By the time the trial was getting ready to begin in January 1995, around six months after the murders, there had already been a lot of innuendo and leaked information from both sides of the case. It was chilly between Robert and me, for sure. It was a difficult time for us. It was hard to be neutral and civil to each other in front of the kids because the situation was so volatile, and there was so much going on, and there were issues cropping up daily.
Robert was doing media interviews. I did Larry King Live and The Barbara Walters Special, with Nicole’s parents’ blessing, and a handful of other interviews that the family wanted me to do. We taped my interview with Barbara Walters in a suite at the Peninsula Hotel in Beverly Hills. I was frankly scared to death; I had watched enough Barbara Walters Specials to know that her specialty was making every guest cry. She always asked the most interesting yet the most dramatic questions. And in those days, if you wanted your story told to the widest possible audience, you did an interview with Barbara Walters. I was such a fan
and admirer of hers. But never in a million years did I dream that I would ever be interviewed by Barbara . . . and especially not in the context of a murder case.
They didn’t give me questions in advance, and I was so nervous and anxious. But I kept reminding myself: this wasn’t about me. I felt like I was there to be a voice for Nicole. Somebody had to speak about her, someone who knew her and loved her, and that somebody was me.
I came to the interview with my friend Ron Hardy, who had washed Nicole’s blood off of her stairs. We sat down in the hotel suite, me sitting across from Barbara. The lights came on, and Barbara stared at me with her intense eyes and began asking questions. I can’t remember specific answers, although I know I told Barbara what a good person Nicole was and how much we missed her, all while refraining from giving my opinion about the case and trying my best not to cry. The interview seemed to last two minutes.
Barbara was famous for taking her guests on a walk during her interviews. She did our walk after my interview was over. As I was walking through the Peninsula Beverly Hills hotel grounds with Barbara Walters, I felt, This just keeps getting crazier. It was surreal, but it was only the beginning.
When the trial started, Robert would come over to pick up the kids. We would meet in the driveway, because he actually thought that if he came into my house, someone might be taping him.
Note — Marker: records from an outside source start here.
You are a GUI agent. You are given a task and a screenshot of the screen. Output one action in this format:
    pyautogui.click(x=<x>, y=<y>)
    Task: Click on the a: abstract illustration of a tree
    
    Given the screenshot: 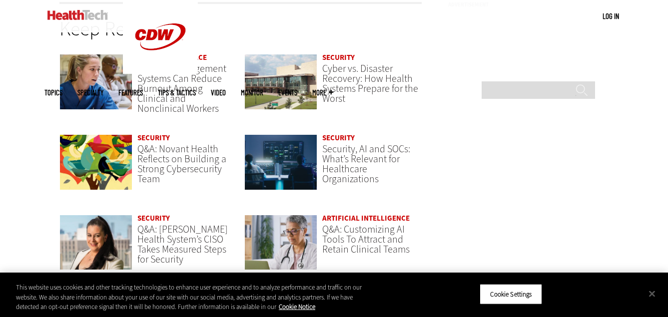 What is the action you would take?
    pyautogui.click(x=96, y=167)
    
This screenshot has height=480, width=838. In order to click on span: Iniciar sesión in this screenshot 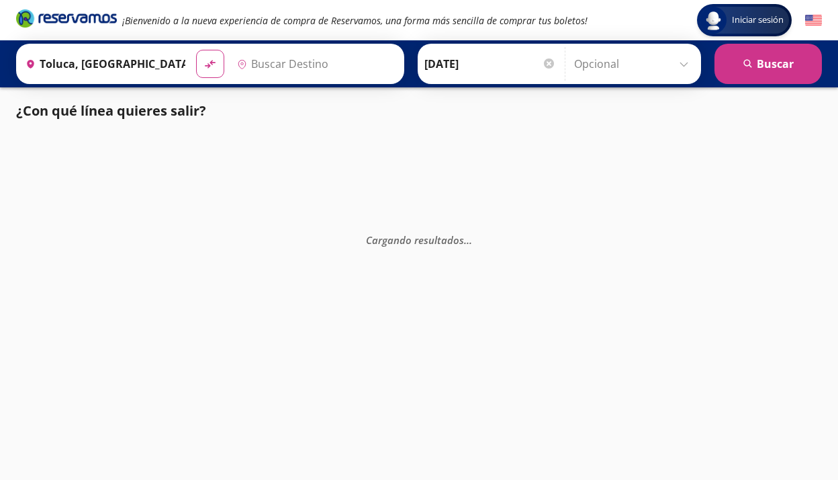, I will do `click(758, 20)`.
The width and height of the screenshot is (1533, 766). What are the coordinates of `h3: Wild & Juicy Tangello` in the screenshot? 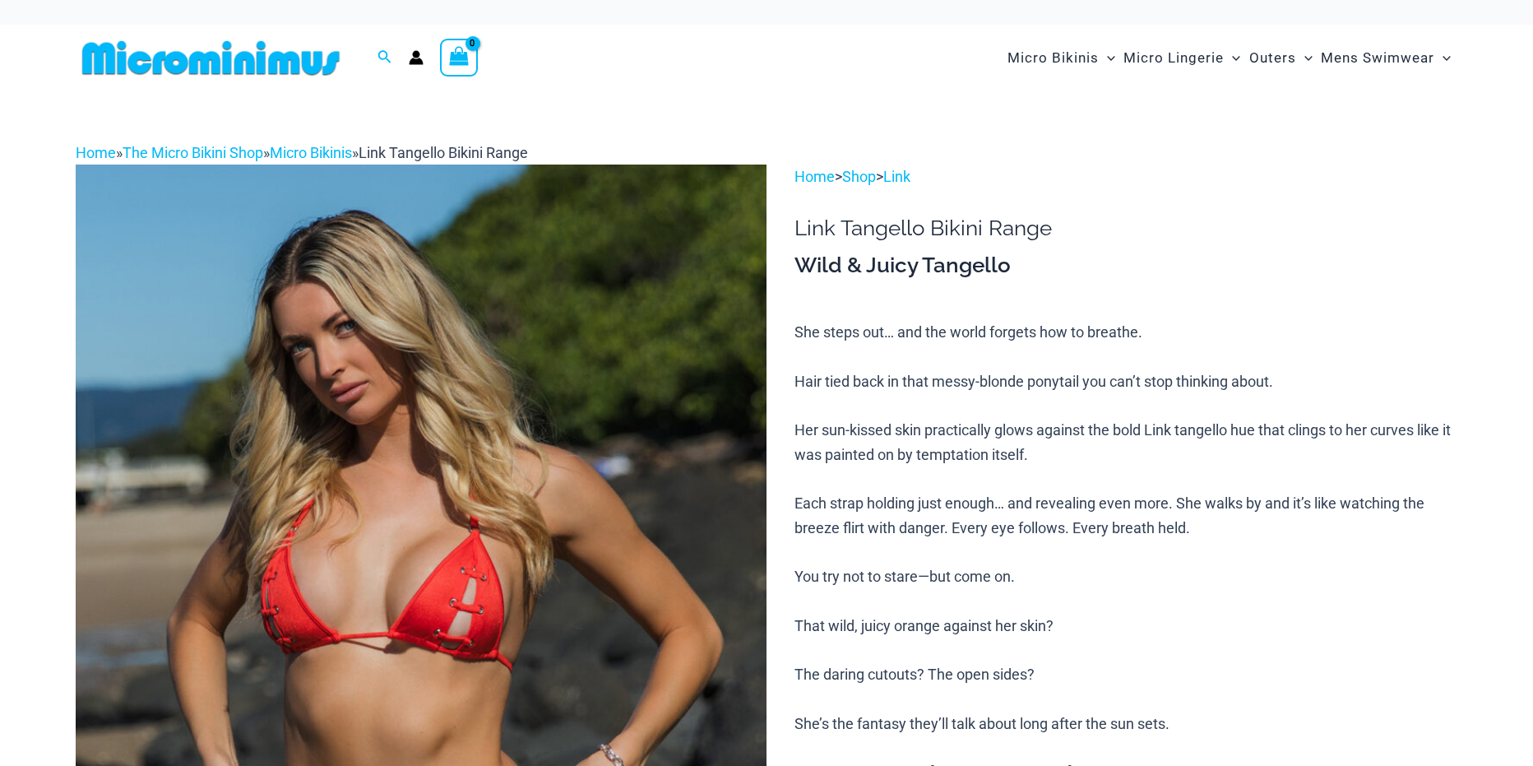 It's located at (1126, 266).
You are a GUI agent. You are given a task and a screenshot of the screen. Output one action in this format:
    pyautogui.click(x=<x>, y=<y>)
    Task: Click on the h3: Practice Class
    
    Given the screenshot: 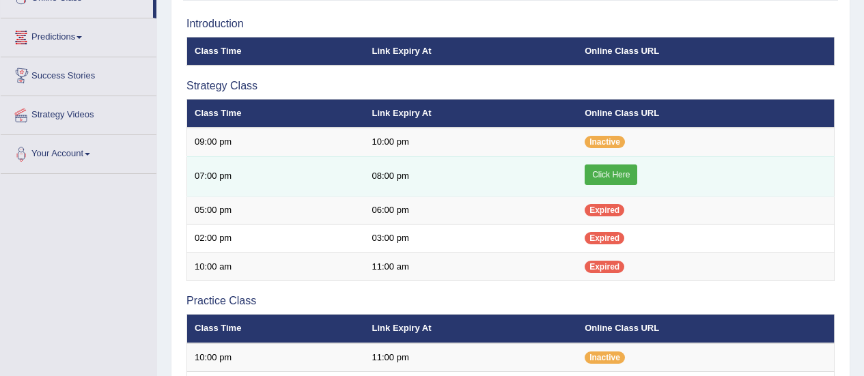 What is the action you would take?
    pyautogui.click(x=510, y=301)
    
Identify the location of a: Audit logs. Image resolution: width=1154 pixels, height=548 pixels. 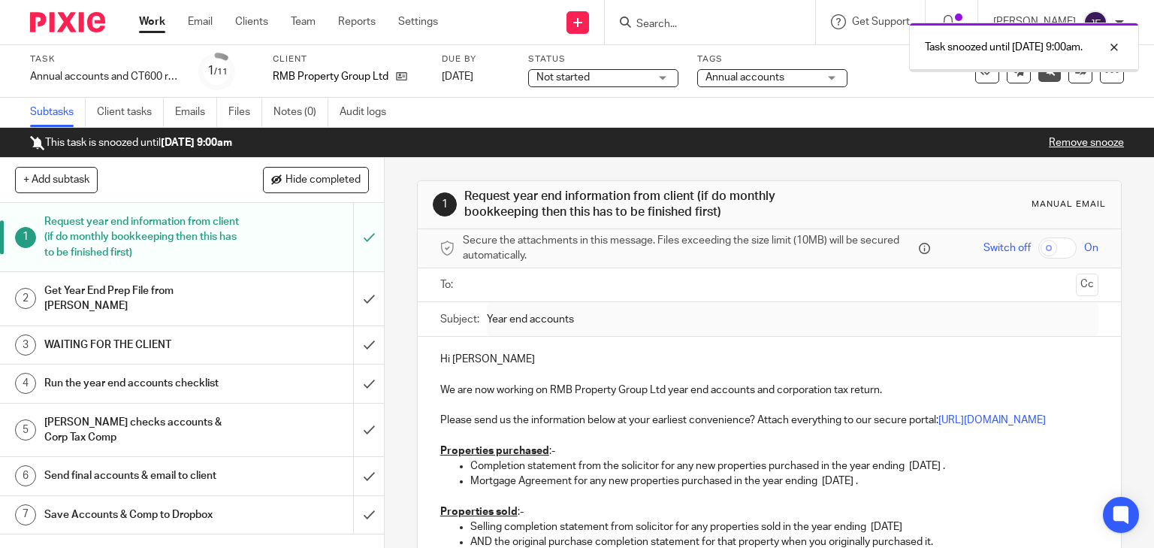
(368, 112).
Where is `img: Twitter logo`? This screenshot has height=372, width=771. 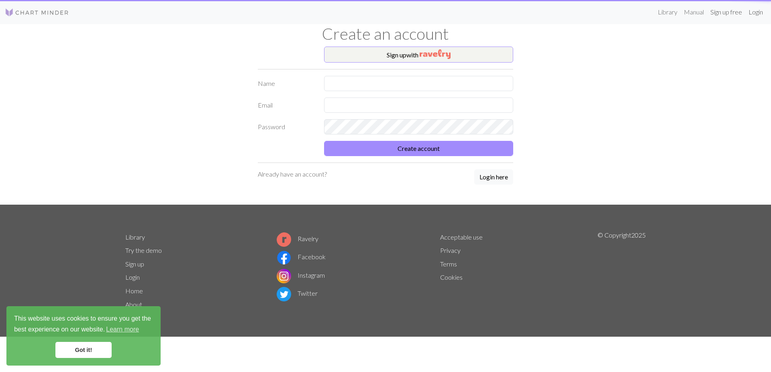 img: Twitter logo is located at coordinates (284, 294).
“Are you wired?” he would ask.
“No, are you wired?” I would say.
“Nope,” he would say.
Robert and I would stand there in the driveway, a healthy distance from each other, because neither of us truly trusted what we’d told each other about not being wired. It was very weird. We’d pass off the kids, and they’d get in the car and wave good-bye.
Finally, after a few of these ridiculous driveway encounters, Robert called and said, “I want to come over and talk to you. Do you have a minute?”